On broader fronts, the Committee pressed for national civil rights legislation pending in Congress, commended President John Kennedy for his action in facilitating the entrance of a black student into the University of Mississippi and condemned anti-Semitism in the Soviet Union. It raised funds for two young Philadelphians conducting a voter registration drive in Albany, Georgia under the auspices of the Student Nonviolent Coordinating Council; it coordinated work with other Council committees, pointing out to the Political Action Committee that in Oklahoma it was the NAACP and other black groups that defeated a "Right to Work" proposal in that state, which indicated the progressive role of blacks as natural allies of the labor movement.

The Committee’s Last Period

On October 6, 1964 the Committee convened a meeting of Philadelphia’s union leaders. This well-attended event was addressed by the new AFL-CIO Civil Rights Department director, Donald Slaiman, and Andrew Freeman, new local Urban League director. Many Building Trades officers attended, including Joseph Burke, President of the Sheet Metal Workers, Local l9, and a severe critic of the February 27, 1963 report. It was here that the final agreement was reached to establish an Apprentice Outreach Program under NTULC sponsorship and here was the formal start of actually recruiting minorities, and later women, for the construction skilled trades — a program that lasted until 1981 when the AOP programs were no longer funded by the U.S. Department of Labor.

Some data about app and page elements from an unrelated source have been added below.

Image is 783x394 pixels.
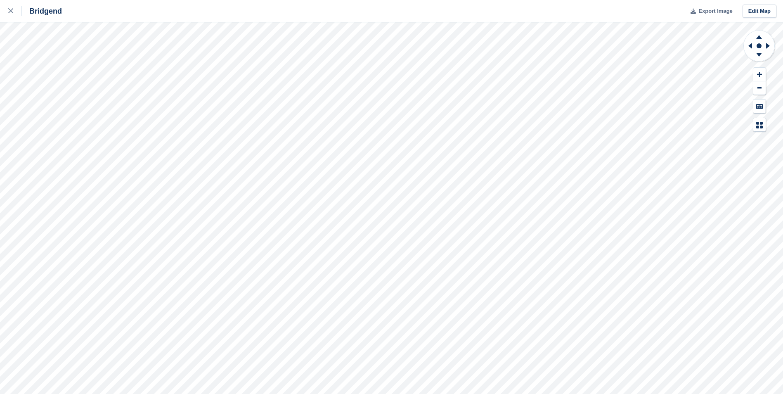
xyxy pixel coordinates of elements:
button: Map Legend [754,118,766,132]
button: Export Image [686,5,733,18]
button: Zoom In [754,68,766,81]
button: Keyboard Shortcuts [754,100,766,113]
button: Zoom Out [754,81,766,95]
span: Export Image [699,7,732,15]
a: Edit Map [743,5,777,18]
div: Bridgend [22,6,62,16]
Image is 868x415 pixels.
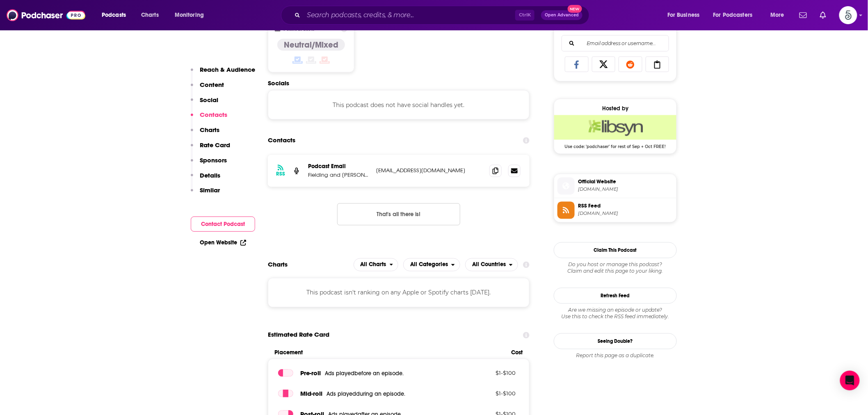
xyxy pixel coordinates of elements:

JOINT — the cooperative activities of NTULC and JLC — continued its monthly luncheons and involvement in a variety of community actions. Jimmy Jones and Joe Schwartz became a leadership team for progressive action. Despite some weak spots, the Philadelphia labor movement, spearheaded and sometimes prodded by its Human Rights Committee, was acknowledged as an important local force of the 1960s civil rights revolution. Norman Blumberg, President of the Philadelphia AFL-CIO Council, died unexpectedly in January, 1965. A painter by trade, he had come out of the building trades. Although he moved cautiously, he held the labor family together. And he supported the activities of the Human Rights Committee. Returning from a union conference in New York in December l963, he reported that organized labor’s aim is seeking "better opportunities for all regardless of race, creed or color." He supported better apprentice programs and better training for jobs. The Philadelphia AFL-CIO constitution provided that Secretary- Treasurer Joseph Kelley temporarily succeed to the presidency until a special election could be held. A heated campaign for president ensued between Kelley and Edward Toohey, Director of Philadelphia’s Committee on Political Education (COPE). Division was to a large extent on AFL versus CIO lines. There were battles over the apportionment of votes. The election was held in June 1965 with Toohey the victor by a close 52%-48% of votes cast.

Most of the CIO unions withdrew from the AFL-CIO Council and set up a separate Industrial Union Council which tried unsuccessfully to obtain a charter from AFL-CIO’s national Industrial Union Department. Included in the group that withdrew was Steelworkers Representative Jimmy Jones, chairperson of the Human Rights Committee. Although the Council’s constitution provided for a Human Rights Committee as a standing committee, no new Chairperson was appointed to replace Jones. Committee members were not re-appointed and the Committee never met again.

Thus ended the tenure of Philadelphia’s official AFL-CIO Human Rights Committee. Labor’s work in the civil rights field in the city was carried forward in the following years primarily by JOINT (JLC-NTULC) and by several concerned unions.